DOI10.1007/S00037-008-0244-2zbMATH Open1188.68150arXivmath/0702773OpenAlexW2145490171MaRDI QIDQ1024658FDOQ1024658

Nayantara Bhatnagar, Richard J. Lipton, Parikshit Gopalan, Saugata Basu

Publication date: 17 June 2009

Published in: Computational Complexity (Search for Journal in Brave)

Abstract: A real polynomial P(X1,...,Xn) sign represents f:Ano0,1 if for every (a1,...,an)inAn, the sign of P(a1,...,an) equals (1)f(a1,...,an). Such sign representations are well-studied in computer science and have applications to computational complexity and computational learning theory. In this work, we present a systematic study of tradeoffs between degree and sparsity of sign representations through the lens of the parity function.

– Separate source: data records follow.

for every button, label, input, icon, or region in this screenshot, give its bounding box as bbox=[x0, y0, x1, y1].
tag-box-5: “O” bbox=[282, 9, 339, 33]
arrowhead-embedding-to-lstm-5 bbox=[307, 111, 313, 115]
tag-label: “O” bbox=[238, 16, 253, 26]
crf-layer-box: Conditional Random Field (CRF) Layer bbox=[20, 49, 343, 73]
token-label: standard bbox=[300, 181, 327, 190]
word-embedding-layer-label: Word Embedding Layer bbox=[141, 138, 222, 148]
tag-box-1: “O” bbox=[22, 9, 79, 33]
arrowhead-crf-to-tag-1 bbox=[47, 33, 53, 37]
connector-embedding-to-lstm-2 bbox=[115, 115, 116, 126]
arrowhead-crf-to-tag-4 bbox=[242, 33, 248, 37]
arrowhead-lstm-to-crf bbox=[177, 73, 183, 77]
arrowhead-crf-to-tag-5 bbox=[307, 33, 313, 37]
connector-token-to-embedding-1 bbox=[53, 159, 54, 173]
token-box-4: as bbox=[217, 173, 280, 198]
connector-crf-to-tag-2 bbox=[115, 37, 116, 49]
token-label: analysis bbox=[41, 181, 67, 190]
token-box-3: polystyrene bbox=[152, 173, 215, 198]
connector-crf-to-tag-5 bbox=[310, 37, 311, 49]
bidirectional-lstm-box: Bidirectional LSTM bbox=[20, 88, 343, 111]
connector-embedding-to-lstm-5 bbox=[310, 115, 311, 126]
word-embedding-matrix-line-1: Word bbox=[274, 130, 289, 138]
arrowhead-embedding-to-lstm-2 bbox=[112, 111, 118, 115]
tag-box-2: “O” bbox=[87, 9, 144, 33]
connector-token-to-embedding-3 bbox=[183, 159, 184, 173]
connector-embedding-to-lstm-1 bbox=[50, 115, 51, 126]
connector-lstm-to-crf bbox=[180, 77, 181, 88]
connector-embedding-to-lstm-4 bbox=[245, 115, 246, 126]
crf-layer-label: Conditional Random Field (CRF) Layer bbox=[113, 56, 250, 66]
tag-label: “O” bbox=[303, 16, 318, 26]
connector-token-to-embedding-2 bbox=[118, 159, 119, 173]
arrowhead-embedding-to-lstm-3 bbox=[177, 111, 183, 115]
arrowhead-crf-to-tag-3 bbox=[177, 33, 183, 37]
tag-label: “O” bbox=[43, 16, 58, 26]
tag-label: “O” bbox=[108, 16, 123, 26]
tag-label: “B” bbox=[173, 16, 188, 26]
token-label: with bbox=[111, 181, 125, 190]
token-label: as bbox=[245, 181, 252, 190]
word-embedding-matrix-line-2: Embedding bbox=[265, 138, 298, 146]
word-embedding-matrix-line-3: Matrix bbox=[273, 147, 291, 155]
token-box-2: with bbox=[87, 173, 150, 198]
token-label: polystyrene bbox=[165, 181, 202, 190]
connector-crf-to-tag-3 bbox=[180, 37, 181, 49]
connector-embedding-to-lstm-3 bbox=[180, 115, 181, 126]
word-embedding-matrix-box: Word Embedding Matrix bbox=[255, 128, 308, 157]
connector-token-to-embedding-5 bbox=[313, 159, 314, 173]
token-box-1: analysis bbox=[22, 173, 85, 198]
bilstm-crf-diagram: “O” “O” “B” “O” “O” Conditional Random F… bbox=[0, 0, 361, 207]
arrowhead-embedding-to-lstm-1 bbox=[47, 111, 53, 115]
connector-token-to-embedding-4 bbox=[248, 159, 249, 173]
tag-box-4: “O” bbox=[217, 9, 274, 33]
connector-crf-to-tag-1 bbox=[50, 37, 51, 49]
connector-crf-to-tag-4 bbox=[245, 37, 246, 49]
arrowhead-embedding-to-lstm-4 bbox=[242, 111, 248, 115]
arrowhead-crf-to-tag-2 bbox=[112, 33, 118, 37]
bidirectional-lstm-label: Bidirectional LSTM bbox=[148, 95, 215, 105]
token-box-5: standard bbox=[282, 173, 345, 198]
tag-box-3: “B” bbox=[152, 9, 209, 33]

We attempt to prove bounds that hold for any choice of set A. We show that sign representing parity over 0,...,m1n with the degree in each variable at most m1 requires sparsity at least mn. We show that a tradeoff exists between sparsity and degree, by exhibiting a sign representation that has higher degree but lower sparsity. We show a lower bound of n(m2)+1 on the sparsity of polynomials of any degree representing parity over 0,...,m1n. We prove exact bounds on the sparsity of such polynomials for any two element subset A. The main tool used is Descartes' Rule of Signs, a classical result in algebra, relating the sparsity of a polynomial to its number of real roots. As an application, we use bounds on sparsity to derive circuit lower bounds for depth-two AND-OR-NOT circuits with a Threshold Gate at the top. We use this to give a simple proof that such circuits need size 1.5n to compute parity, which improves the previous bound of 4/3n/2 due to Goldmann (1997). We show a tight lower bound of 2n for the inner product function over 0,1nimes0,1n.